Tuesday of the Fourth Week of Lent, Year A
https://bible.usccb.org/bible/readings/031726.cfm Today’s readings give us one of the most powerful images of Lent: God’s desire to bring life where we have grown dry, stuck, or discouraged. In Ezekiel, a tiny trickle of water flows from the Temple. It seems insignificant at first—barely enough to wet your ankles. But as it moves outward, it becomes a river so deep and wide that no one can cross it. And wherever this river flows, everything lives. Trees bear fruit. Salt marshes become fresh. What was dead comes alive again. This is God’s way of showing us that grace often begins small. Renewal doesn’t always start with a dramatic moment. Sometimes it begins with a whisper, a nudge, a small step toward God. Lent is full of these small beginnings. Then we meet the man in the Gospel—thirty‑eight years unable to walk, waiting by the pool of Bethesda. He believes healing is possible, but only in one specific way: “If only I could get into the water.” He’s convinced that the miracle depends on his ability to reach the pool. But Jesus shows him—and us—something different.Healing doesn’t come from the pool.Healing comes from the presence of Christ. Jesus asks him a question that cuts right to the heart:“Do you want to be well?” It’s not a trick question. It’s an invitation.Because wanting to be well means being willing to change.It means letting go of old patterns, old excuses, old fears.It means trusting that God can do something new. And then Jesus speaks the words that define the Gospel:“Rise, take up your mat, and walk.” Notice—Jesus doesn’t just heal him.He sends him forward.He gives him a new direction, a new responsibility, a new life. We all have “mats”—places where we’ve been stuck for a long time. And like the man at the pool, we sometimes wait for the “perfect moment” or the “right conditions” to change.But Jesus doesn’t wait for perfect conditions.He meets us exactly where we are and says,“Do you want to be well? Then rise.” Lent is the season when God’s healing river begins to flow again—sometimes as a trickle, sometimes as a flood. But always with the power to bring life. God is not asking us to fix ourselves.God is asking us to let grace move, even if it starts small.To take one step.To rise in one area of our life.To trust that the One who heals us will also walk with us.
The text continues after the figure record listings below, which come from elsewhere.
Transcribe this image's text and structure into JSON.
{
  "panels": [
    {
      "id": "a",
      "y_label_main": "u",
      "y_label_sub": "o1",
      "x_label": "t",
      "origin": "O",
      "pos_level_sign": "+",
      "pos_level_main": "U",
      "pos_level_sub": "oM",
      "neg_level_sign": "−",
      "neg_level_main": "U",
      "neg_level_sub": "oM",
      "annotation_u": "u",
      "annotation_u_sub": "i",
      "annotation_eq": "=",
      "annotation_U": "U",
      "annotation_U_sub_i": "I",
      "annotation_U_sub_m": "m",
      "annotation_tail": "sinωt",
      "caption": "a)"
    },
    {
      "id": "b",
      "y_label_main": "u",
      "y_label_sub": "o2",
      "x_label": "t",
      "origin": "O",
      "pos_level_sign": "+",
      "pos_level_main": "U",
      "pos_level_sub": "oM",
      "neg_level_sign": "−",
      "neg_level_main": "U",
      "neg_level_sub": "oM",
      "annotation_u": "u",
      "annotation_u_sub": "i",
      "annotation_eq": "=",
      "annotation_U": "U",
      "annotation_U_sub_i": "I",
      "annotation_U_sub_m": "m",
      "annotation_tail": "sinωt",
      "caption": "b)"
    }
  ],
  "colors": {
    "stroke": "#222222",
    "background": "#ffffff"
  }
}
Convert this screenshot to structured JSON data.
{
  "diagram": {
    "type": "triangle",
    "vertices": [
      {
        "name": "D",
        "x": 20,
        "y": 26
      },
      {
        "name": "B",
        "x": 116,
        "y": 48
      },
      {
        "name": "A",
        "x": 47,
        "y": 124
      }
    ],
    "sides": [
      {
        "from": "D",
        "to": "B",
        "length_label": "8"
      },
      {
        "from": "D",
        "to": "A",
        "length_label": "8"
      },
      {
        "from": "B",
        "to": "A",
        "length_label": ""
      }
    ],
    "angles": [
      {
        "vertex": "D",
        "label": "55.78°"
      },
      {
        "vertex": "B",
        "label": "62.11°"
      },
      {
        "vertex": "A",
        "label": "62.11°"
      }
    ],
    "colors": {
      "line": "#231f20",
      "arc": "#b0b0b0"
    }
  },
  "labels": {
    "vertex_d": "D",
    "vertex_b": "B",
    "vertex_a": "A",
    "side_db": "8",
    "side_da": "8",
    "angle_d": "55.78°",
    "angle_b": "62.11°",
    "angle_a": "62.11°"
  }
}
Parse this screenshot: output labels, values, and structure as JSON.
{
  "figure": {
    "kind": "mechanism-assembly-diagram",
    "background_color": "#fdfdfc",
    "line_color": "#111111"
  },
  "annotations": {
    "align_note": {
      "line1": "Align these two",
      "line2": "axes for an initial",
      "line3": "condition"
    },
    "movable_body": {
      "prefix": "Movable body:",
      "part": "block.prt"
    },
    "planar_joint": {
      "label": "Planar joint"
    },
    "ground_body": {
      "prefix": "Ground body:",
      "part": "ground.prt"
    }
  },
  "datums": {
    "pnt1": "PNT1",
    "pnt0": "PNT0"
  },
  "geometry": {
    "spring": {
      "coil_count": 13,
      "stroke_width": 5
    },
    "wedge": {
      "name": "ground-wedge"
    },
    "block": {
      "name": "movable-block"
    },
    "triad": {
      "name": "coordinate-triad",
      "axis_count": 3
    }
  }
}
Tuesday of the Third Week of Lent
Azariah’s prayer exemplifies honest humility before God, emphasizing that divine mercy surpasses our failures. Lent encourages transformative forgiveness, urging us to share mercy as a sign of true conversion.
Tuesday of the First Week of Lent – Year A

Take a moment to settle your breathing.Let your shoulders soften.Let the noise around you fade into the background.Become aware of God’s nearness — closer than your own breath. 1. Entering the Word: Isaiah 55:10–11 Imagine gentle rain falling on dry ground.The earth softens… seeds awaken… life stirs beneath the surface. God speaks: “My word shall not return to me void, but shall accomplish the purpose for which I sent it.” Let that promise wash over you.God’s Word is not fragile.It is not uncertain.It is effective, alive, purposeful. Pause and reflect Let the rain fall.Let the soil of your heart open. 2. Praying With the Psalm: Psalm 34 The psalmist invites: “The Lord hears the cry of the poor.” Sit with that truth.God is not distant.God bends low to listen.Every whispered prayer, every hidden ache, every longing you barely dare to name — God hears. Imagine your prayer rising like incense.Imagine God receiving it with tenderness. Pause and reflect Let gratitude rise gently in your heart. 3. Resting in the Gospel: Matthew 6:7–15 Jesus teaches the disciples how to pray — not with many words, not with performance, but with trust. He gives them the Our Father, a prayer of surrender, simplicity, and relationship. Hear the opening words slowly: “Our Father…” Not my Father alone.Not a distant ruler.But Our Father — the One who gathers us, holds us, and knows what we need before we ask. Jesus invites us into a posture of dependence: This prayer shapes the heart into the likeness of Christ. Pause and reflect Let the prayer echo within you. 4. Bringing It Together Isaiah promises that God’s Word is fruitful.The psalm assures that God hears.Jesus teaches us to pray with trust. Let these threads weave together in your heart: God speaks.God listens.God provides. You are held in a relationship of love — not performance, not fear, but belonging. 5. Closing Prayer Loving Father,Let Your Word fall like rain upon my life today.Soften what is hardened, heal what is wounded, nourish what is growing.Hear the cry of my heart, spoken and unspoken.Teach me to pray with trust, simplicity, and surrender.Shape me through Your mercy, and make me an instrument of forgiveness and peace.Amen.